They had just begun to scatter and dive for cover when we pulled steeply up and banked hard right, to keep the bean-field in gliding range.
We circled the town once for advertising, and then back over the strip we dropped down through loops and rolls and cloverleafs and a one-turn spin. The airshow lasted ten minutes, including the climb, and I waited to hear some general disappointment that three dollars could be shot up so fast.
“That was nice, mister!”
“Yeah! Gee, that part right at first, where you went zzzZZZZOOOOOOMM! right at us! That was scary!”
In a minute the first automobiles arrived, and we were glad to see them. Stu went into action, telling the joys of flying on a hot day like this, selling the idea of Kahoka from the cool, cool sky.
As Stu strapped him in, the first passenger said, “I want a thrill.” A man walked to the cockpit just as we began to taxi out, and said in a low voice, “This fella is sort of the town cut-up. Take ’im up and turn ’im upside down a few times/OK?”
In every town we worked, all summer long, the one dominating personality was the watertower. In fact, the watertower became as much the symbol Town to us as it had become for the people who lived in its shadow. But now, up in the sun and the wind and the leather and the wires of the biplane, our passengers were for the first time looking down on that tower and its great black town-name painted.
I watched my riders carefully, at Kahoka, and every one of them looked long and thoughtfully at the top of the water-tower, and then out to the road that led off over the horizon. It was part of the flight, when I saw this, to fly a separate little conquering circle over the shining four-pillared thing and its eight-foot letters KAHOKA. To
rise above that tower was an event unforgotten.
By sundown we had flown nineteen passengers.
“What do I keep telling us, Stu,” I said as we walked through the dark toward town. “We get right close in and we can’t lose!”
We finished our hamburgers at the Orbit Inn and walked into the town square in the dark. The stores were closed, and silence drifted like slow fog in the branches of the elm trees.
There was a bandstand in the park, slope-roofed and faced about by rows of quiet wooden benches, all peaceful and silent in the warm summer night. The Seyb Emporium was across the way, and the sundries store, the hotel, with its wooden fans turning in the high lobby air. If I gave a dollar for every change in this square since 1919, I would still have been rich from the day’s earnings.
We walked down the quiet sidewalks, back toward our field, listening to the faint strains of radio music rippling out from the yellow light of the houses.

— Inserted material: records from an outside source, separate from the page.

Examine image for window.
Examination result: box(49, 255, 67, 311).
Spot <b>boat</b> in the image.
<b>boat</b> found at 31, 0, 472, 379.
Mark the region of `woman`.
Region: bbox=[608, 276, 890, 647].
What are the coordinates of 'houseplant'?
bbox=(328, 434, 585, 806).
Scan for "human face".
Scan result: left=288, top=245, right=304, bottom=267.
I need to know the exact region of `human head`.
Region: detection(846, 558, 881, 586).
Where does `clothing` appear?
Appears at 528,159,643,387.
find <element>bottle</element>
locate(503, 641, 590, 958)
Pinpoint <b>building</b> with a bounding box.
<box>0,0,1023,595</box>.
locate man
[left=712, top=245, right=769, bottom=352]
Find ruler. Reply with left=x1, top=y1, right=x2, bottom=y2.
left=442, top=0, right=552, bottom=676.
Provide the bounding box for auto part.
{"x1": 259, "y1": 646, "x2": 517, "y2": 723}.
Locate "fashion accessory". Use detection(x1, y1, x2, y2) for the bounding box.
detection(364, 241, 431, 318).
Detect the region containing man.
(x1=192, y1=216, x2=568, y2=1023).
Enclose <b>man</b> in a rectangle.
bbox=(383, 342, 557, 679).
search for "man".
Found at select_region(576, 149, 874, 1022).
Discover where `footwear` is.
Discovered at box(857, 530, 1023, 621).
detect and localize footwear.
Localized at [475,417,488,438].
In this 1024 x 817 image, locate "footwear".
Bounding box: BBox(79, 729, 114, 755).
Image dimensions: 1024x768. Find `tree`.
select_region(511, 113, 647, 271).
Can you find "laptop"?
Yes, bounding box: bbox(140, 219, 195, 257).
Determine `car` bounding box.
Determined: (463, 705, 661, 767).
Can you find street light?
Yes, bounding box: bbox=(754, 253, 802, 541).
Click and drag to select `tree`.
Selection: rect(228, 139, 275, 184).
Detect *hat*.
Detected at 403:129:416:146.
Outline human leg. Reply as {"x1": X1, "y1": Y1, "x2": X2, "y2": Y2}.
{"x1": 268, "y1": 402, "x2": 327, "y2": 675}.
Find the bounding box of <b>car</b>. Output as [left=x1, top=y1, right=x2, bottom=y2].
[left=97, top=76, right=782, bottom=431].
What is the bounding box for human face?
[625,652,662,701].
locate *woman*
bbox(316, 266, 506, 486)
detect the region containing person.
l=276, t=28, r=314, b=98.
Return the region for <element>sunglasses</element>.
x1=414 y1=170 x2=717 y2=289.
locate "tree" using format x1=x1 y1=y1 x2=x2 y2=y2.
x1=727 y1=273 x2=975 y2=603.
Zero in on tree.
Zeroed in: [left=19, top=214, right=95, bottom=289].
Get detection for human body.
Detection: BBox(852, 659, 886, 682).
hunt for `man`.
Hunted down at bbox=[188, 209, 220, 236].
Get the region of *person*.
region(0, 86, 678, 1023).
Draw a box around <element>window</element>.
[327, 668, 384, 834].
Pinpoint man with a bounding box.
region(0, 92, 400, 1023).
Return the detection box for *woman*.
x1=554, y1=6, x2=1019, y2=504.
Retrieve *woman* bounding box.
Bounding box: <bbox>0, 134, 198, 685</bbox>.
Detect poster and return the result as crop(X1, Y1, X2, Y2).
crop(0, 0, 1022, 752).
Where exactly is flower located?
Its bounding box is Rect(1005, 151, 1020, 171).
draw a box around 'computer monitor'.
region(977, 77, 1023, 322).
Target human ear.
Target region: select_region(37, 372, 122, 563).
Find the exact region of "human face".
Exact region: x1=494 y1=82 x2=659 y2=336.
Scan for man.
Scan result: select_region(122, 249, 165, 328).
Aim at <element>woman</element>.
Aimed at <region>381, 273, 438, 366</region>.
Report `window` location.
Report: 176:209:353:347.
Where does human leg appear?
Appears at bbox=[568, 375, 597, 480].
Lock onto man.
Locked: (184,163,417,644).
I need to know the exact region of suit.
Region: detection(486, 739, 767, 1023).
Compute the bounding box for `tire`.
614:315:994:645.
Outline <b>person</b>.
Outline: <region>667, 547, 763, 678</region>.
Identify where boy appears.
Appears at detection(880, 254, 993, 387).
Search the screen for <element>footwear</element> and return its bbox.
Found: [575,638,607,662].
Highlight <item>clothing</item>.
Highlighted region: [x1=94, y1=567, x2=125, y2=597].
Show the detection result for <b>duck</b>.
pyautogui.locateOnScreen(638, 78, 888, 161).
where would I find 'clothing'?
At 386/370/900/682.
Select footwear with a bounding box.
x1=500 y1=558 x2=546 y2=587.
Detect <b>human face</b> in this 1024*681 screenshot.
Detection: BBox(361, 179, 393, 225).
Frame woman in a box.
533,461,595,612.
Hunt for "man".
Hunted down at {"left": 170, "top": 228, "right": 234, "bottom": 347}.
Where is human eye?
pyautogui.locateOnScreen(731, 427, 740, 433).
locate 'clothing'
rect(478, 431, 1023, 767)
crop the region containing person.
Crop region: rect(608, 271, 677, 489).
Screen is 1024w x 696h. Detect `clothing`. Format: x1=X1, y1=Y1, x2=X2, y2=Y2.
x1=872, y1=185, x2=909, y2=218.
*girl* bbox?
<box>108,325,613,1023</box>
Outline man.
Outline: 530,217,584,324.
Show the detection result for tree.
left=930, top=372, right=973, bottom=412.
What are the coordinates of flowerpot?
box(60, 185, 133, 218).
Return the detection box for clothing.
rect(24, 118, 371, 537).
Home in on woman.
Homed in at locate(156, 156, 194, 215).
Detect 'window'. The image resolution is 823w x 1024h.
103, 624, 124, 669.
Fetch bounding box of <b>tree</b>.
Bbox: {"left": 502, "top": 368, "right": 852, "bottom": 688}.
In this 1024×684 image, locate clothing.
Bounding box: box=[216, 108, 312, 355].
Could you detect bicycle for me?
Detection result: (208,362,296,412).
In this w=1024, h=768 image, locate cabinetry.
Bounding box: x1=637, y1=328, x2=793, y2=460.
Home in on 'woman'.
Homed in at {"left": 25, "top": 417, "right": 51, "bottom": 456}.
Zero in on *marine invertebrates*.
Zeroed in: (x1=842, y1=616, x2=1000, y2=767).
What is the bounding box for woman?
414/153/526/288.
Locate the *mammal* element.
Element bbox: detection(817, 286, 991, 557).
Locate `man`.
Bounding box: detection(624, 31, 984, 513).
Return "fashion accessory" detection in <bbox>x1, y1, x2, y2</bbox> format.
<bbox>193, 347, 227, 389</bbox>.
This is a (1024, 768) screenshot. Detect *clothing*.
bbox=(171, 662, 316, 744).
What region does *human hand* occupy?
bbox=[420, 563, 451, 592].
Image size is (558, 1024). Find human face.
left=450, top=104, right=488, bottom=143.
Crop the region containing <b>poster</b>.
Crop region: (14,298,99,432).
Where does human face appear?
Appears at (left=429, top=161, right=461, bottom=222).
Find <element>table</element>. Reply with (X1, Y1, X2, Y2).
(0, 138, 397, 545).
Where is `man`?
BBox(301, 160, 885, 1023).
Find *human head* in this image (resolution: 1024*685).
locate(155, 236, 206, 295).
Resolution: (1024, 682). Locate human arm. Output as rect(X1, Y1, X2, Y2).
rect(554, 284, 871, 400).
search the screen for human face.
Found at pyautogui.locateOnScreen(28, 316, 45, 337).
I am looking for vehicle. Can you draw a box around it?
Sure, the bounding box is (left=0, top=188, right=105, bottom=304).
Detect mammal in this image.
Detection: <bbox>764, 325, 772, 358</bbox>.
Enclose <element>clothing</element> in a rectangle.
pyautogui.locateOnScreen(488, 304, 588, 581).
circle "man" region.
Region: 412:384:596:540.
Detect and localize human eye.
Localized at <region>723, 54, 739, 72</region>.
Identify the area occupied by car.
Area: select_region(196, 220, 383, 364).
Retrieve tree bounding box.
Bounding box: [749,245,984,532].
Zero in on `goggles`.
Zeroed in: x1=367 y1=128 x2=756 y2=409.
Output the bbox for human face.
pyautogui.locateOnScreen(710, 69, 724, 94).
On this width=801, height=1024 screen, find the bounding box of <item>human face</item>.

The peace of Kahoka, however, did not extend to its mosquitoes. It was Erie all over again, and worse. At last I devised a Method D of Mosquito-Avoiding, which requires one to lie down fully clothed on a sleeping bag, throw a silken hammock over his head, and leave only a tiny hole for air. This worked fairly well, though it didn’t spare me the hypersonic hum of a thousand tiny wings.
We were awake at the first cock-crow, about the time that the mosquitoes retired for the day.
I got up and poured a couple quarts of oil into the engine and looked it over well; we might have a busy day, close in. I had just closed the cowl when a car stopped by the field, sifting a cloud of fine flour-dust up from the dirt road.
“Are you flying yet, this morning?”
“Yes ma’am. All ready to start engines for you.”
“I missed you yesterday and I was afraid you might leave …” She was a schoolteacher, there was no question about it. She had that kind of confidence and control over the world that comes only from forty years of channeling American history into ten thousand high-school pupils.
The 90-mile wind over the morning town destroyed the set of her silver-blue hair, but she gave no heed. She looked down on Kahoka and out toward the horizon farms exactly as children did, without any consciousness of herself at all.
Ten minutes later she gave Stu three one-dollar bills, thanked us both, and left in a slow trail of summer dust.
There is America, I thought. There is real frontier America, reflected in daughters a hundred years removed from her pioneers.
“What do you think of that?” Stu said. “I think we’re in for a good day when they start coming out this early to fly.”
“What’s the estimate?” I began the walk toward town and breakfast. “How many passengers today?”
“I’ll say … twenty-five. We’ll fly twenty-five people today,” Stu said, falling into step.
“Aren’t we optimistic, this morning. Oh, it’ll be a good day, for sure, but not that good. We’ll fly eighteen people.”
We were joined at the restaurant by one of our passengers of the day before, one Paul, by name, who owned a drag strip on the road out of town.
“Have a cup of coffee with you, for just a minute here,” he said.
I was reflecting at the moment that there is nothing so horrible in the world as a stale glazed doughnut for breakfast.